[Records contained in a dataset]
------------------------------------------------------------
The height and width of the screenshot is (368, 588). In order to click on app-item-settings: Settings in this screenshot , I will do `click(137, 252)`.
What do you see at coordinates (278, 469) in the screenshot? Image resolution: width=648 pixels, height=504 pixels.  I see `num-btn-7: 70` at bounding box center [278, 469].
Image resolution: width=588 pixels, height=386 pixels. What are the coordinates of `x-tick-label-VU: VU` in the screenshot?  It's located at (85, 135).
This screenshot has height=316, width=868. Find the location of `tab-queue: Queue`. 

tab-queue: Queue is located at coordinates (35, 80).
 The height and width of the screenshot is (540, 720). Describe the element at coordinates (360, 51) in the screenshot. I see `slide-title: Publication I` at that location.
------------------------------------------------------------
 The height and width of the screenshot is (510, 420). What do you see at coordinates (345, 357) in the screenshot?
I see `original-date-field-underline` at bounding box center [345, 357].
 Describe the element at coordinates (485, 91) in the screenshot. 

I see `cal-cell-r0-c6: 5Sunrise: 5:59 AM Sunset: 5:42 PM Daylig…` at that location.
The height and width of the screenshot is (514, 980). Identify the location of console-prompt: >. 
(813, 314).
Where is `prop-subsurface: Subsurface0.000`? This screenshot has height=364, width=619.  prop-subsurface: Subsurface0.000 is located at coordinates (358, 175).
------------------------------------------------------------
Problem to work on: Look through the data above. Each line containing the word "resolution" needs to be copied.

Your solution:
What do you see at coordinates (278, 469) in the screenshot? Image resolution: width=648 pixels, height=504 pixels.  I see `num-btn-7: 70` at bounding box center [278, 469].
Image resolution: width=588 pixels, height=386 pixels. What are the coordinates of `x-tick-label-VU: VU` in the screenshot?  It's located at (85, 135).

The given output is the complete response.